Expert’s thought on Project Management- VenturePact’s Interview with Nada Aldahleh

Randy RayessRandy Rayess

As a part of the VenturePact agile series, we have been regularly sharing agile development posts. Keeping up the same agile spirit, today we begin an interview series, which will bring to you the experts’ take on agile/scrum methodology.

As the first interview, we present to you our conversation with Nada Aldahleh, Co-Founder and CEO at Sandglaz, a lean project management software for agile teams. Nada shares her insight about agile project management certification and productivity within agile teams.
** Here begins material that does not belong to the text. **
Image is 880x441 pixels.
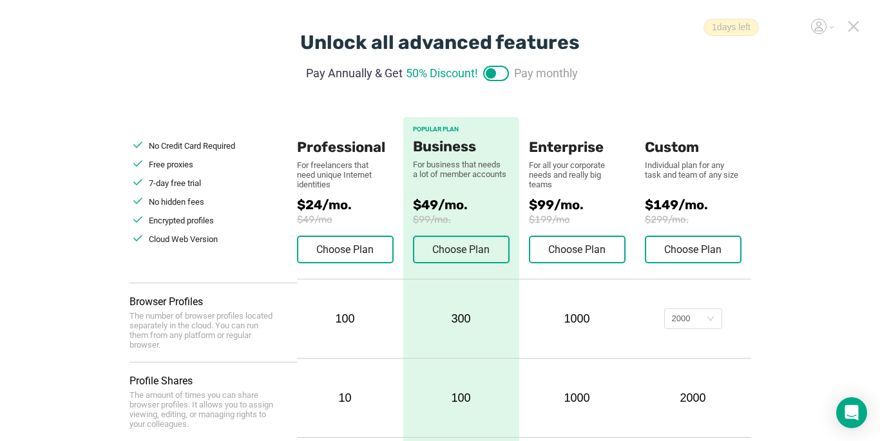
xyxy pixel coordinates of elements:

I also believe in cross-functional self managing teams. Encouraging team members to be involved, collaborate effectively, and be innovative. This is a great trend we see in the industry today; it’s being encouraged with the digital tools available to us, and the transparency it provides. Employee’s contributions, suggestions and discussions are easily traced back in project management tools encouraging their involvement.

The biggest risk is investing a lot of time building something that nobody wants. The best way is to continuously collect feedback and act on that feedback. The feedback needs to be both qualitative, such as talking to customers face to face, and quantitative, such as programmatically measuring and analyzing the behaviour of customers as they interact with your product. This will help you learn what is working and what’s not, and allow you to adjust.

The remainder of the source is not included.